Tulane awarded $2.3 million to study whether clearing blight stems teen violence in New Orleans
Katherine Theall, Cecile Usdin Professor in Women’s Health at Tulane University School of Public Health and Tropical Medicine. Photo by Paula Burch-Celentano.
Can cleaning vacant lots cause a chain of events that curbs child abuse or stops a teen from falling victim to violence?
That’s the provocative question behind a new Tulane University research project to study whether maintaining vacant lots and fixing up blighted properties in high-crime areas reduces incidents of youth and family violence. The National Institutes of Health awarded Tulane a $2.3 million grant to test the theory in New Orleans.
Researchers from Tulane’s schools of Public Health and Tropical Medicine and Architecture will work closely with the city of New Orleans and community organizations to clean up 300 blighted properties across the city. They will split the properties into two randomized intervention groups — half featuring overgrown vacant lots that are cleared and maintained and another featuring both remediated buildings and lots.
Researchers will compare crime rates in the intervention groups with those in matched, untouched control areas to see whether mending disordered spaces can trigger healing psychosocial effects within a neighborhood.
“To our knowledge, no other studies have examined the impact of blight remediation on youth and family violence, specifically,” said principal investigator Katherine Theall, PhD, Cecile Usdin Professor in Women’s Health. “However, research on other forms of neighborhood disorder suggest that it could have a substantial impact.”
Researchers liken the remediation efforts to early urban public health campaigns to make cities safer by cleaning up sewerage and water systems to prevent the spread of disease.

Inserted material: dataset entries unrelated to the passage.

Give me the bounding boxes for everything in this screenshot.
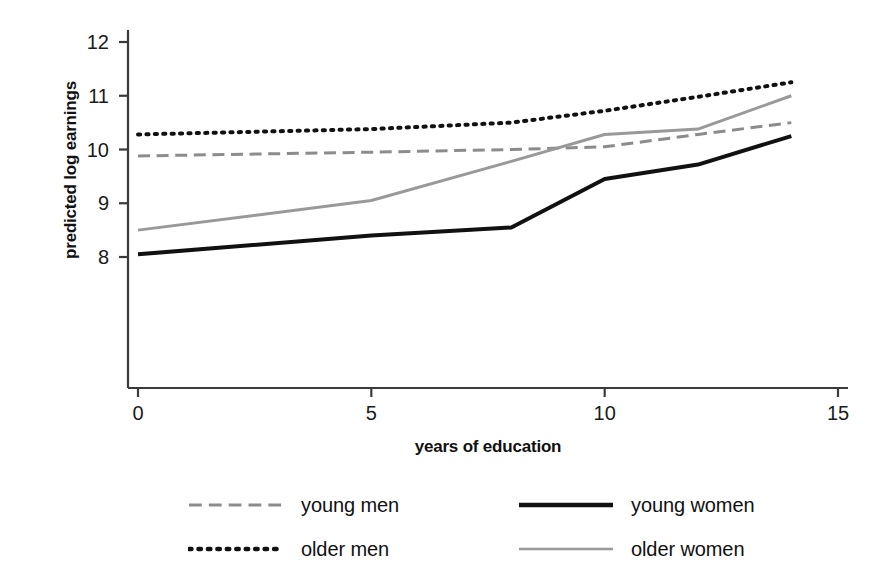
x-axis-ticks: [138, 388, 838, 397]
chart-legend: young menyoung womenolder menolder women: [188, 488, 808, 574]
series-line-older-men: [138, 82, 791, 134]
axis-lines: [128, 30, 848, 388]
legend-swatch-solid-icon: [518, 542, 614, 556]
legend-label: older women: [631, 538, 744, 561]
legend-swatch-solid-icon: [518, 498, 614, 512]
x-tick-label: 0: [118, 403, 158, 423]
legend-item-older-men[interactable]: older men: [188, 532, 389, 566]
legend-swatch-dashed-icon: [188, 498, 284, 512]
legend-item-young-women[interactable]: young women: [518, 488, 754, 522]
x-tick-label: 15: [818, 403, 858, 423]
x-tick-label: 5: [351, 403, 391, 423]
x-axis-title: years of education: [128, 437, 848, 457]
legend-label: older men: [301, 538, 389, 561]
legend-label: young women: [631, 494, 754, 517]
legend-item-older-women[interactable]: older women: [518, 532, 744, 566]
series-line-young-men: [138, 123, 791, 156]
legend-label: young men: [301, 494, 399, 517]
plot-area: 89101112051015: [0, 0, 893, 470]
legend-swatch-dotted-icon: [188, 542, 284, 556]
chart-series-group: [138, 82, 791, 254]
line-chart: [0, 0, 893, 470]
legend-item-young-men[interactable]: young men: [188, 488, 399, 522]
y-axis-ticks: [119, 42, 128, 257]
series-line-older-women: [138, 96, 791, 230]
x-tick-label: 10: [585, 403, 625, 423]
chart-page: 89101112051015 predicted log earnings ye…: [0, 0, 893, 583]
y-axis-title: predicted log earnings: [58, 20, 84, 320]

Only this time the pathogen is crime, and they think its spread can be interrupted similarly within disordered neighborhoods.
Theall will collaborate with Columbia University epidemiologist Charles Branas, who has extensively studied blight remediation as a crime reduction strategy in other cities. One of his recent studies in Philadelphia found that gun assaults declined 9 percent in the 18 months following the cleaning up of vacant lots in high-crime areas.
In addition to providing fewer locations for storing illegal weapons, the team’s theory is that blight remediation will reduce perceived stress among residents and improve their sense of community and social control, which may reduce social isolation and potential family violence.
“Disordered communities have been shown to have more violence,” Theall explains. “There are a couple of theories as to why that is. One is that with greater disorder, there is less social control or eyes on the street that could potentially prevent some forms of violence. In the case of intimate partner violence or child maltreatment, if there's less cohesion, neighbors may be less likely to intervene.”
Tulane researchers will look at the impact of blight remediation on incidents of youth violence, property crimes, school arrest rates, and violence-related injuries and deaths. To track family violence, they will examine incidents of child abuse and neglect and intimate partner violence.